Double Vision’ by Silvana Cardell was dynamic from the start with Bethany Formica in a floor length, black flamenco gown, her breasts bound in surgical gauze seems like she is being pulled from behind. The music has dialogue of a patient being instructed on what to expect from surgery.  A Bach guitar starts to play with the sound of medical equipment. A form appears out of her dress and it is Maria Urrutia and the two cleave in various lift patterns and poses against red lighting.  Urrutia seemed to represent a protective specter. Cardell’s movement is sensually dramatic and evocative to the theme. Her inherent message being of the dignity of the body, even as it is ravaged.  This intriguing work was all too brief.

”...dancers blocked and challenged, held and climbed over one another, as artist Jennifer Baker drew life-size impressions of them on six large easels. It was fascinating... Baker captured the choreography better than any words...”

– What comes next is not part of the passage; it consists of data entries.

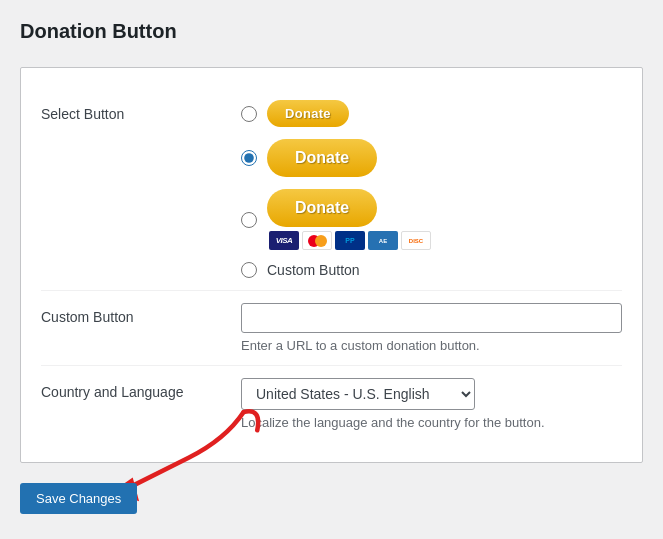 The image size is (663, 539). I want to click on custom-radio-label: Custom Button, so click(314, 270).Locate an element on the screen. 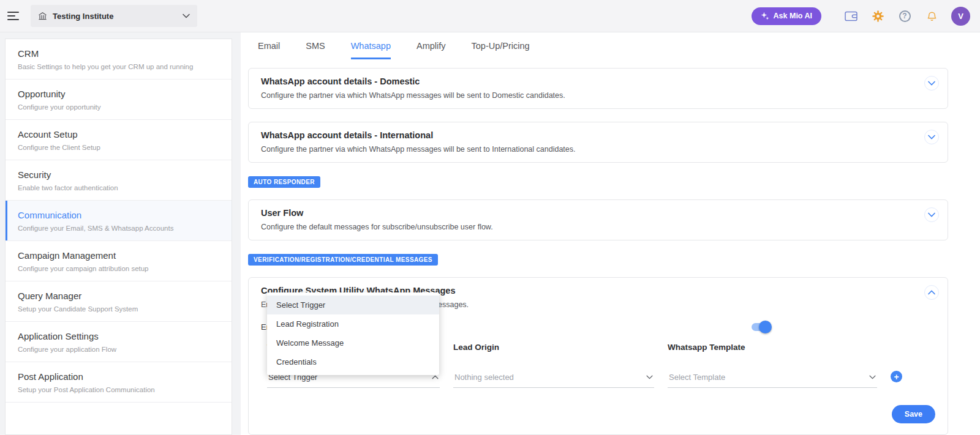  enable-toggle is located at coordinates (761, 327).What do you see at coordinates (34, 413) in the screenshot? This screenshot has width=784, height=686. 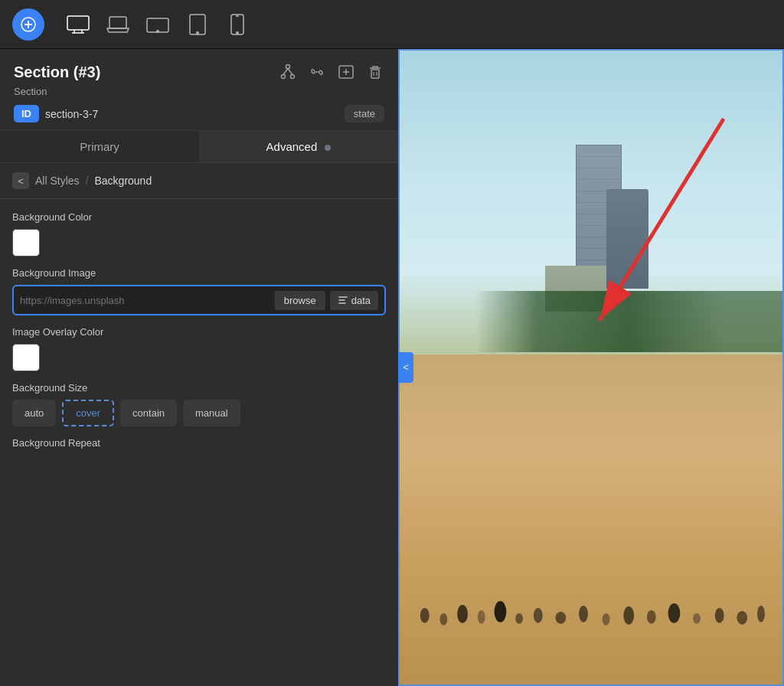 I see `size-auto-button: auto` at bounding box center [34, 413]. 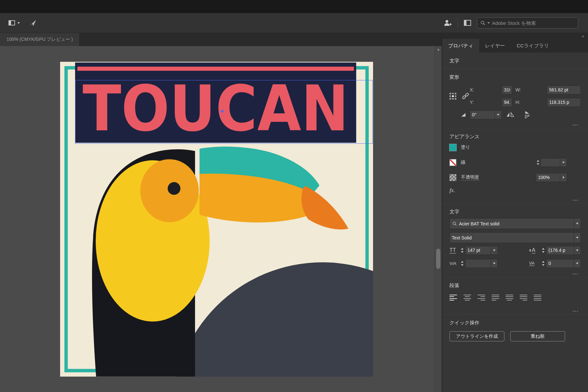 What do you see at coordinates (515, 209) in the screenshot?
I see `character-section-title: 文字` at bounding box center [515, 209].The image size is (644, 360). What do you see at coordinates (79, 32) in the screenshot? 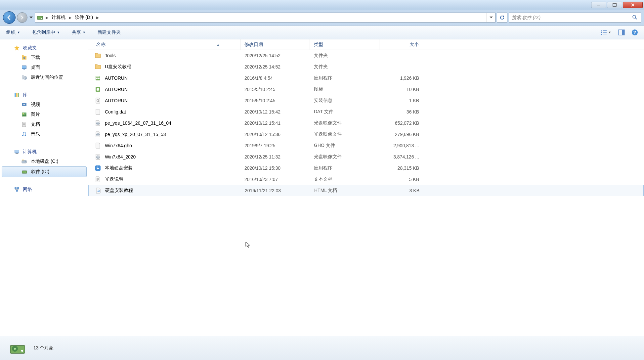
I see `share-menu: 共享 ▼` at bounding box center [79, 32].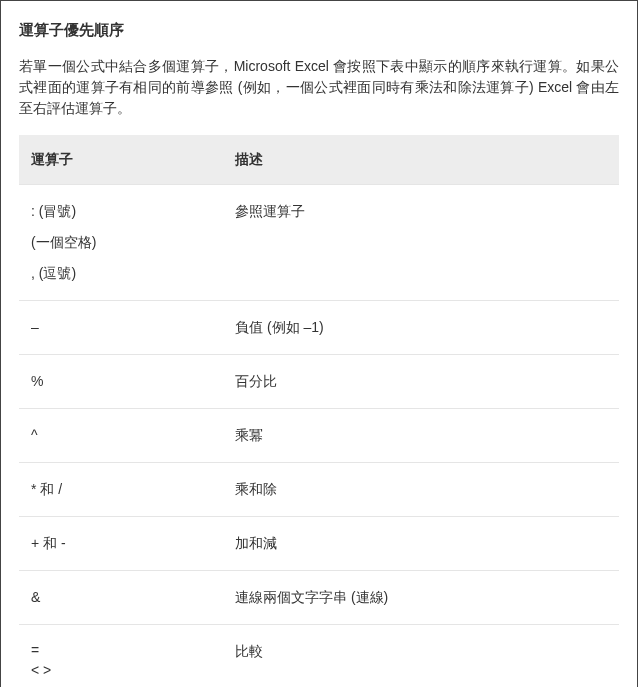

“The evening started with the audience sitting in an intimate space with the arrival of trays of votive candles and even a birthday cake to the opening of Flicker, a solo performed by Bethany Formica with choreography from co-creators Silvana Cardell and Bethany Formica. As laughter filled the hall and the celebration of a birthday ensues, we are drawn in to the dichotomy of the celebration juxtaposed with an internal struggle. The votives are strewn across the floor as Bethany brilliantly dances between them. As she pauses and even balances just above the candles, one can feel the heat upon the skin and even perhaps the burn. The candles flicker and as the only light source, cast shadows, beautifully accenting the flawless movements executed by Bethany as she fully embodies her character as no one else can. With each passing between celebration and anguish, a series of candles are snuffed out. At times, Bethany is literally throwing herself at walls in an endless frenzy. From a sudden stillness, her body begins to writhers, at first playful, sexy and even taunting, then consumed with that emotional pain that transforms through her every limb. Finally, with a burst of light from flash paper touched to a candle that wafts to the floor, the audience is left in the still of darkness.”

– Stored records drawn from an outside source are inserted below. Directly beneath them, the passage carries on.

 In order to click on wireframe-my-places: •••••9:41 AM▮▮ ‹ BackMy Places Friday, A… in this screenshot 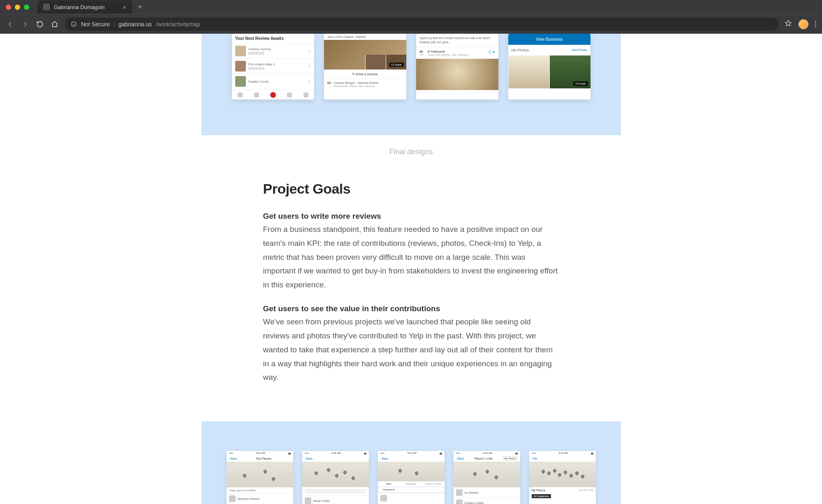, I will do `click(260, 478)`.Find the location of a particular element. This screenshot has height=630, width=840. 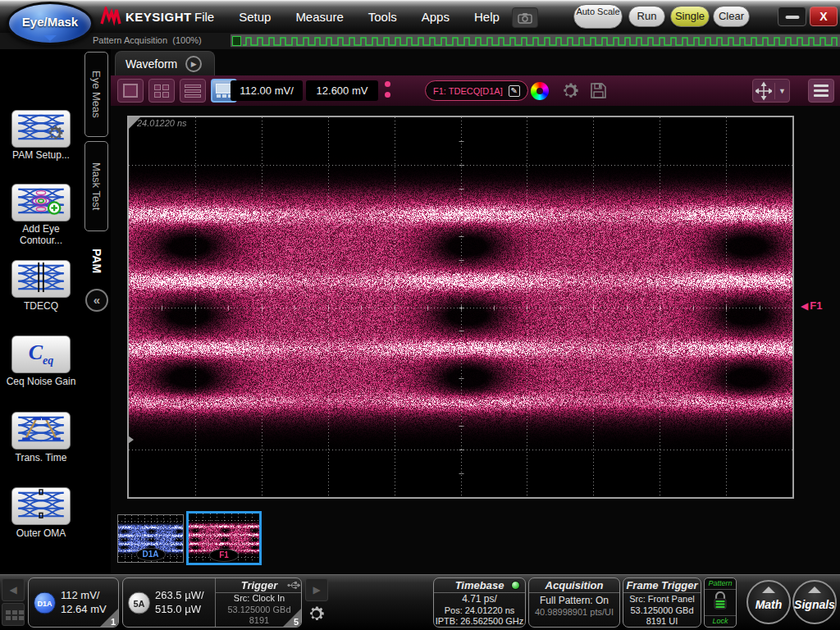

tab-eye-meas: Eye Meas is located at coordinates (97, 94).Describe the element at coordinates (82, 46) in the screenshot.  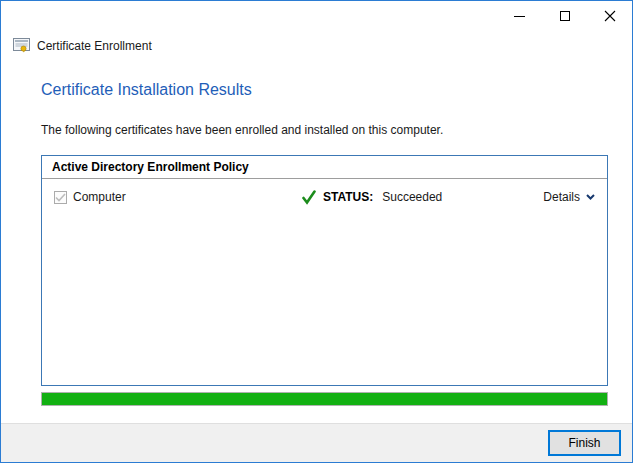
I see `app-header: Certificate Enrollment` at that location.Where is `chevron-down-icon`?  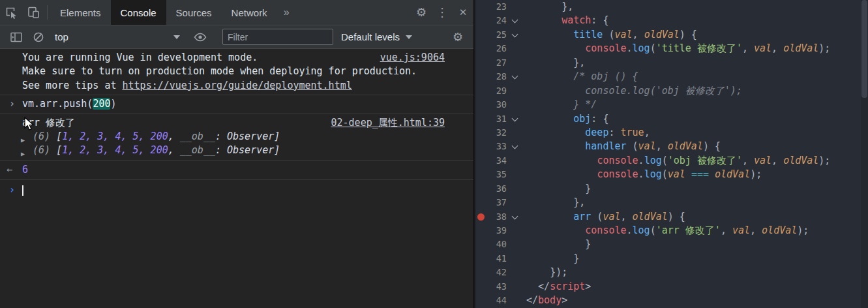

“Bethany Formica and Silvana Cardell brought us Flicker, which has previously seen the light through Philly PARD’s Mixed Grille series as well as Aquarius Era in Bulgaria. Formica extinguishes many flames, the sole source of light in her solo work, as a marker of time—a passing of years. Starting with a four-inch square piece of cake (laden with more candles than likely safe for fire code), she leaves her birthday table to sit and flip amongst the candles strewn about the floor. Formica is, as always, most at home while upside down. Next the wall buffets her back and forth to the now-waxy marley--a nervous side-effect of Formica’s normal razor-sharp precision.We are close to her, can smell the wicks burning, can see the sinew of her bandaged foot as it narrowly skirts the flame. We are able to see less and less of Formica until, in a flash, she is gone. It reminds me that dance is dangerous, that this field is intrinsically tied to aging, and that Formica continues to defy both of these culprits that can fell a career that relies on the body.”

"During Vertex, an intriguing solo choreographed and performed by Cardell, an overhead camera projected her image on a screen at the rear of the stage as she danced between the side stage wall and a black cloth filled with objects - money, a toy house, picture frames. The audience looked down on her projected image as she seemed to move along a precipice, about to fall into a pool of what could have been memories, wishes or nightmares."

"Maquinas Simples," successfully attaining a mood and emotion through the use of a few props used to further express the ideas translated through motion… reenacts the terror in Edgar Allan Poe's "The Pit and the Pendulum," as a giant silver wrecking ball swings through the dancers' space... keeping the audience in aching suspense.

”...Surreal doesn't begin to describe it... Between the Pages envelops audience members in another world... The multimedia experience is spectacular.”